The second barrel of the strategy was legal. The law wasn't, and isn't, the most important part of open data - the technical issues are far more problematic, given that I could send out a stack of paper-based data with no legal restraints and it'd still be useless.

But dealing with the law is an essential first step. We researched the issue for more than two years, examining the application of Creative Commons copyright licenses for open data, the potential to use the wildly varied and weird national copyright regimes or sui generis regimes for data, the potential utility of applying a contract regime (like we did in our materials transfer work), and more. Lawyers and law professors, technologists and programmers, scientists and commons advocates all contributed.

In our search for the right legal solution for open data, we held conferences at the US National Academy of Science, informal study sessions at three international iSummit conferences, and finally a major international workshop at the Sorbonne. We drew in astronomers, anthropologists, physicists, genomicists, chemists, social scientists, librarians, university tech transfer offices, funding agencies, governments, scientific publishers, and more. We heard a lot of opinions, and we saw a pattern emerge. The successful projects that scaled - like the International Virtual Observatory Alliance or the Human Genome Project - used the public domain, not licenses, for their data, and managed conflicts with norms, not with law.

We also ran a technology-driven experiment. We decided to try to integrate hundreds of life science data resources using the Linux approach as our metaphor, where each database was actually a database package and integration was the payoff. We painstakingly converted resource ater resource to RDF/OWL packages. We wrote the software that wires them all together into a single triple store. We exposed the endpoint for SPARQL queries. And we made the whole thing available for free.

As part of this, we had to get involved in the OWL 2 working group, the W3C's technical architecture group, and more. We had to solve very hairy problems about data formats. We even had to develop a new set of theories about how to promote shared URIs for data objects.

Like I said, the technology was a hell of a lot hairier than the law. But it worked. We get more than 37,000 hits a day on the query endpoint. There's at least 20 full mirrors in the wild that we know of. It's beginning to scale.

But because of the law, we also had to eliminate good databases with funky legal code, including funky legal code meant to foster more sharing. We learned pretty quickly that the first thing you do with those resources is to throw them away, even if they meant well in licensing. The technical work is just too hard. Adding legal complexity to the system made the work intolerable. When you actually try to build on open data, you learn quickly that unintended use tends to rub up against legal constraints of any kind, share-alike constraints equal to commercial constraints.
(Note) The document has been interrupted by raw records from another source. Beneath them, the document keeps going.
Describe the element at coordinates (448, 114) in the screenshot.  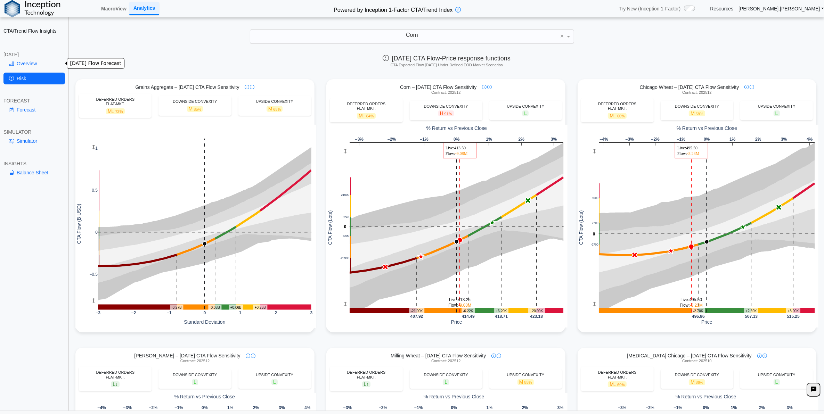
I see `span: 91%` at that location. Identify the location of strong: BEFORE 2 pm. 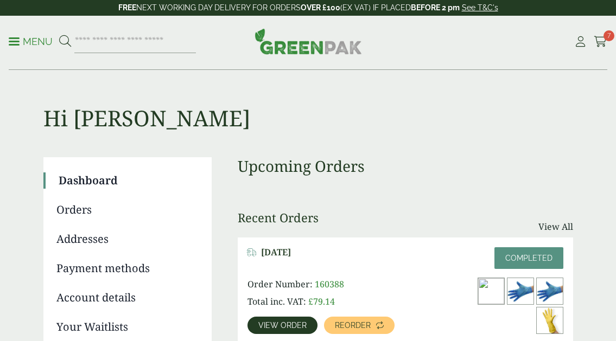
(435, 8).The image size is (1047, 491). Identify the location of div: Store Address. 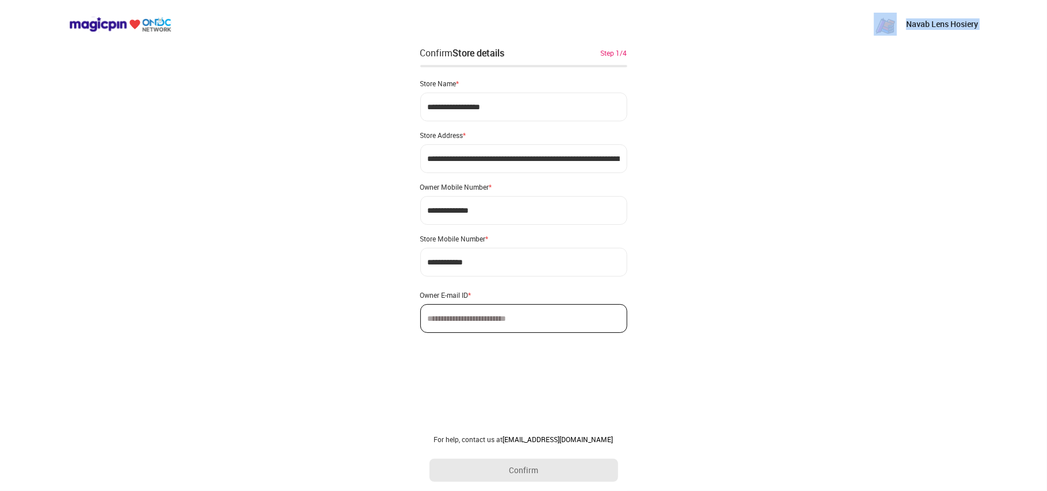
(524, 135).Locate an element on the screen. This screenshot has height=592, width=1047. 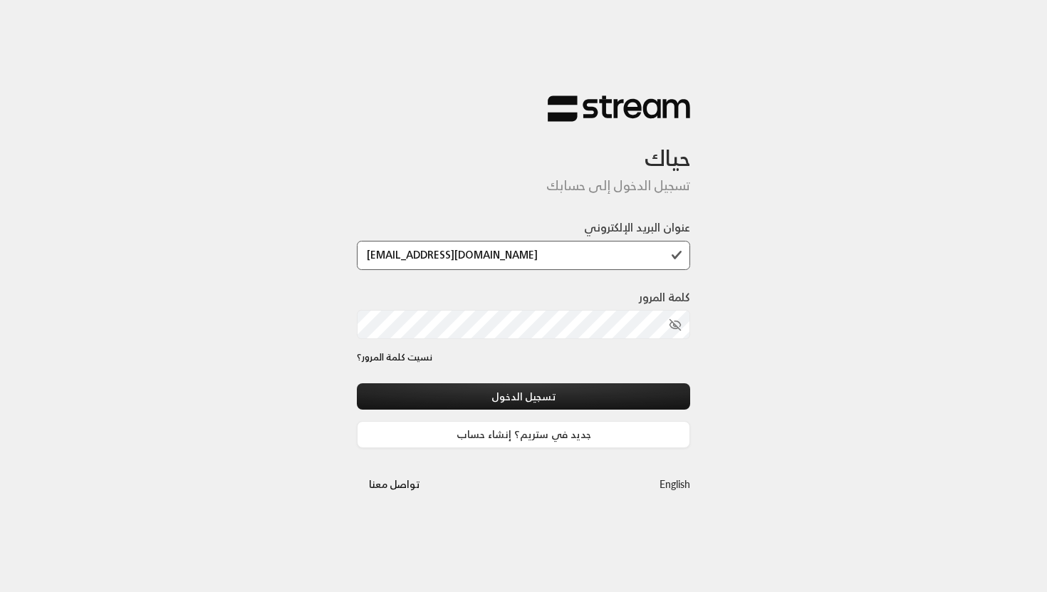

We would never have learned this lesson without actually getting deep into the re-use of open databases ourselves. Theory, in this case, truly needed to be informed by practice.

What we learned, first and foremost, was that the combination of truly open data and semantic web supports the use of that data at Web scale. It's not about open spreadsheets, or open databases hither and yon. It's not about posting tarballs to one's personal lab page. Those are laudable activities, but they don't scale. Nor does applying licenses to the data that impose constraints on downstream use, because the vast majority of uses of data aren't yet known. And today's legal code might well prevent them. Remember that the fundamental early character of the Web was public domain, not copyleft. Fundamental stuff needs fundamental treatment.

And data is fundamental. We can't treat it, technically or legally, like higher level knowledge products if we want it to serve that fundamental role. The vast majority of it is in fact not "knowledge" - it is the foundation upon which knowledge is built, by analysis, by modeling, by integration into other data and data structures. And we need to begin thinking of data as foundation, as infrastructure, as a truly public good, if we are to make the move towards a web of data, a web that supports models, a world in which data is useful at scale.